Mr. H—, though, is still taking them on, still paying them $5 a week—or maybe it's $10—still treating them all alike. He gets a lot of bright young fellows into the business. But every so often he passes up a chance to get an exceptionally promising boy—because he is fair and treats them all alike. What's a rule for, anyway, except to break? Mr. H— will never know that it's the exception that proves the rule—particularly when you are dealing with human values.

But more later of the newer viewpoint. For the moment we are talking about handling the "help"—and making it sound as though it were solely the problem of the big employer.

Not so. It is a problem with every one of you in business—unless you do nothing but sit in one spot and do one job from nine to five, five days—we hope—a week.

The editor who wants a manuscript typed; the salesman who must get long distance; the man at the machine who has to get tools from the toolroom; the errand boy with his bundle to carry—all have the same problem. To all of them it is just as important in relation to their own scale of things as it is to the manager of a business with ten or a hundred or a thousand employees. It is the eternal problem of GETTING OTHERS TO COOPERATE.

Some men are good at it; others are total failures.

Many a man on the bench or at the machine has the ability, knowledge and experience which qualify him for a job as foreman or even superintendent. But he can't hold down a foreman's job because he hasn't the knack of getting hearty, whole-souled cooperation from others.

Foremen, too, have changed, you see. Today the successful foreman is less often the hard-boiled driver, more often the student of his job, of his men, of himself. He has learned that, to be fair, he must treat every man differently.

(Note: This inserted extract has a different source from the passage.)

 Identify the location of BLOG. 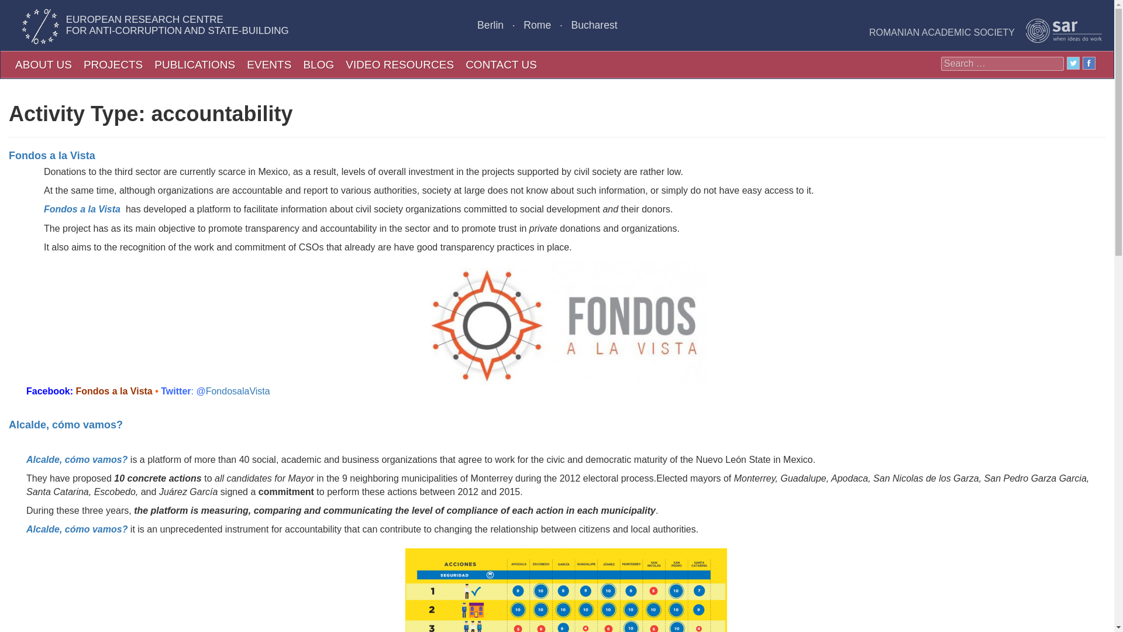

Often we hear of Bill's losing his job as a mechanic, not because he didn't know his job, not because he couldn't run every lathe in the shop, but because he "couldn't get along" with the other men. And we think, Poor Bill! it's too bad he's so quick-tempered.

Generally we blame it on "temperament." Yet some of the very best handlers of men are the crabbiest, crankiest gents in seven states. Others are as cold as steel. And like as not the warm-hearted, generous man is a monumental failure at handling his "help."

No, when you check specific methods of handling people—methods which are successful for the most part—something much more fundamental than temperament will be found.